I'm generating a tags file (in emacs format) using exuberant ctags, I pass this additional flag:
--regex-PHP=/do\_action\(\ '([a-zA-Z0-9\_]+)'/\1/a,actions/
Which successfully captures what I want, the issue is I want to use emacs lisp to return all tags marked as "a" in the form of a list - or I'll even settle for just matching a regular expression of do_action.
Unfortunately, it seems everything in etags.el is geared towards interactive usage, find-tag-in-order
was the only non-interactive way I could think to do it, but my code returns an error message regardless of whether or not anything is matching:
(find-tag-in-order
"test_string"
find-tag-regexp-search-function
find-tag-regexp-tag-order
find-tag-regexp-next-line-after-failure-p
"matching"
t)
While doing an interactive M-x find-tag test_string will bring me to the file and point in which it's defined.

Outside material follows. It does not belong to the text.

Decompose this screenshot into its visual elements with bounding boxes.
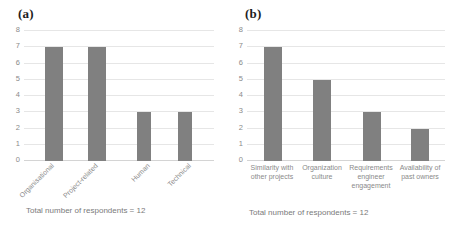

The ideal usage would be something like:
(tags-of-type "a")
or (tags-matching "do_action")
. Though I understand the name of the tag is what's matched in the parenthesized group of my regular expression.
Any ideas?
Update:
Though this does not solve the issue of getting tags in the form of an emacs lisp list, I realize that with the --PHP-kinds
parameter it will be possible to maintain multiple tags files for each type.
In this method, the approach (while not working) would be something like this:
(let ((tags-table-list '("tag-file-1")))
(tags-search "specific-to-tag-file-1"))
What you want, I think, is (tags-completion-table)
. It returns an obarray of symbols that are entries in the current TAGS tables.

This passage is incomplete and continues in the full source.